We Shall Never Surrender

I know there are a great many people affected by the orders which we have made who are people affected by the orders which we have made who are passionate enemies of Nazi Germany. I am very sorry from them, but we cannot, under the present circumstances, draw all the distinctions we should like to do. If parachute landings were attempted and fierce nights followed, those unfortunate people would be far better out of the way for their own sake as well as ours.

There is, however, another class for which I feel not the slightest sympathy. Parliament has given us powers to put down fifth column activities with the strongest hand, and we shall use those powers subject to the supervision and correcting of the House without hesitation until we are satisfied and more than satisfied that this malignancy in our midst has been effectually stamped out.

Winston Churchill, June 4, 1940

Them's powerful words. Them's compassionate, yet determined, powerful "Look out, enemies, 'cause we're comin' for ya and we're not gonna stop" words.

I know there are a great many people affected by the orders which we have made who are people affected by the orders which we have made who are passionate enemies of Nazi Germany. I am very sorry from them, but we cannot, under the present circumstances, draw all the distinctions we should like to do.

Replace "Nazi Germany" with "Saddam Hussein", "Al Zarqawi", "Osama Bin Laden" ... and you have a perfectly succinct way of putting it the way any good "Hawk" feels it.

There is, however, another class for which I feel not the slightest sympathy. Parliament has given us powers to put down fifth column activities with the strongest hand, and we shall use those powers subject to the supervision and correcting of the House without hesitation until we are satisfied and more than satisfied that this malignancy in our midst has been effectually stamped out.


Amen, again. Sheenhan. Moore. Soros. ... Pelopsi ....

Imagine the howls of protest if that were in Bush's speech.

Bush:
Against this adversary there is only one effective response: We will never back down, we will never give in, and we will never accept anything less than complete victory.


Churchill:
We shall not flag nor fail. We shall go on to the end. We shall fight in France and on the seas and oceans; we shall fight with growing confidence and growing strength in the air. We shall defend our island whatever the cost may be; we shall fight on beaches, landing grounds, in fields, in streets and on the hills. We shall never surrender and even if, which I do not for the moment believe, this island or a large part of it were subjugated and starving, then our empire beyond the seas, armed and guarded by the British Fleet, will carry on the struggle until in God's good time the New World with all its power and might, sets forth to the liberation and rescue of the Old.

Ok, so Winston was a bit more eloquent than George. Same idea, though. And he does have to try get it in the attention span of the MTV generation. Which is about long enough for "Bush Lied, thousands died" or "No Blood For Oil".

Provoking vs Encouraging

Suppose you have to take your child to the grocery store to do some shopping. The child wants to go home and watch TV. He throws a tantrum.

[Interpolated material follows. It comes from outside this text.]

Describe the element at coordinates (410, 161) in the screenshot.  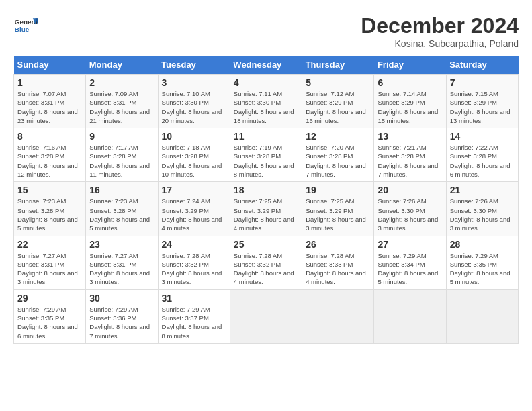
I see `day-info: Sunrise: 7:21 AMSunset: 3:28 PMDaylight:…` at that location.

The tantrum is an attempt to control your behavior. You have two choices -- you can give the child what he wants, or you can stand firm and refuse until you are finished. If you refuse, the child continues to whine and pout and scream. But you must do your shopping if you want to feed yourself and your child.

If you take the child home immediately, the child has learned an important lesson. Persistence will wear you down and tantrums work!

Standing firm definitely provokes the child, giving in encourages further use of his tactics.

Withdrawal proponents are right when they say that our presence in Iraq provokes the terrorist element. What they don't seem to know, or else they willfully ignore, is the glaring fact that withdrawal before Iraq is stable encourages their tactics. If it works, they will use it, their friends will use it, and others will use it. People tend to use what works. If they can purposely kill civilians -- often in gruesome and shocking ways -- and get what they want, then guess what we can expect more of?

Sure, our presence provokes them. Our retreat would do far worse.